We desire to be made clean. We want to experience this communion. But it means accepting our leprosy, our vulnerability, our need to accept those aspects of ourselves and of other people that we would rather deny or demonize – our imperfections, our weakness, our fear, our anger, our illusions – all those things which render us unclean, all those truths that would make us outcast if others only knew.
And it means being willing to simply ask for help. This is what is so affecting about the unnamed man who humbly kneels and begs Jesus, “If you choose, you can make me clean.” Perhaps this man had undergone another kind of death, dying to his self-image as a victim, as one who deserved and simply had to accept being an outcast. At any rate, he can no longer deny his desire to be made clean.
We have the power to make one another clean. How? By touching each other, by refusing to believe the lies we tell to stigmatize some people so that others can feel better about themselves, smug, superior, and secure. Jesus made the leper clean by touching him, by acknowledging their shared humanity and refusing to treat him as an outcast.
I’m reminded of a story I once heard about Jon Bruno, the Episcopal bishop of Los Angeles. Bishop Bruno is a former football player and L.A. police officer. He is a big, imposing guy, not somebody you want to mess around with. Even his name sounds tough! In the early days of the AIDS pandemic in Los Angeles, Jon was still a parish priest. Young men were getting sick and dying all around him, social pariahs often abandoned by their families, sometimes even by other gay men terrified of the disease. Here was a new class of lepers.
But Jon knew how to make people clean. He kept a rocking chair in the corner of his office. As these dying men came to him seeking healing, Jon would hold them on his lap with his big arms wrapped around them, and gently rock them for as long as they needed to be held. Immediately, the leprosy left them, and they were made clean.

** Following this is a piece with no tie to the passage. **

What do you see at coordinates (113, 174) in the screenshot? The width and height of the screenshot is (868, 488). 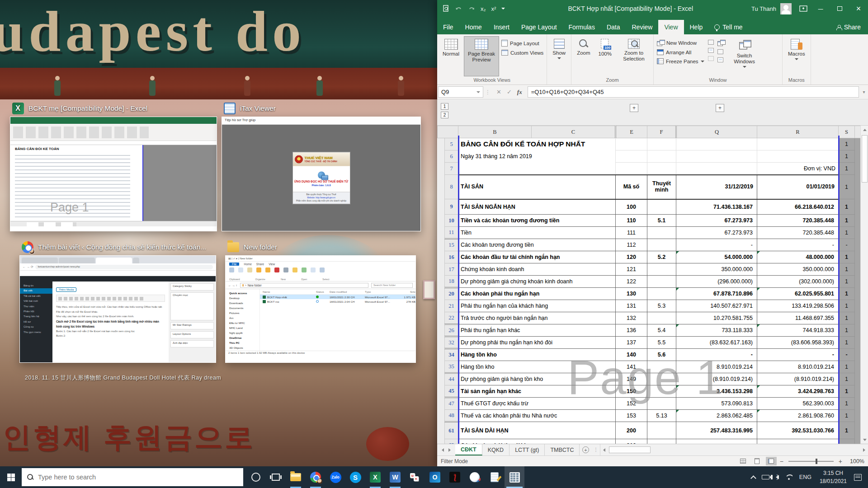 I see `preview-body-excel: BẢNG CÂN ĐỐI KẾ TOÁN Page 1` at bounding box center [113, 174].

Jon is a disciple of Jesus, and he understands what Jesus knew so well. We have the power to make people clean, if we choose. And we, who so passionately desire to be made clean, can be whole again if we are humble and have the willingness to ask for what we need. Do you not realize how much we need one another for our healing? Do you not hear Jesus saying to you today, “I do choose. Be made clean.” Together, we can become human again.
Bishop Ed Browning famously proclaimed, “In this Church, there will be no outcasts.” Let us stretch out our hands and touch one another and make it so. Amen.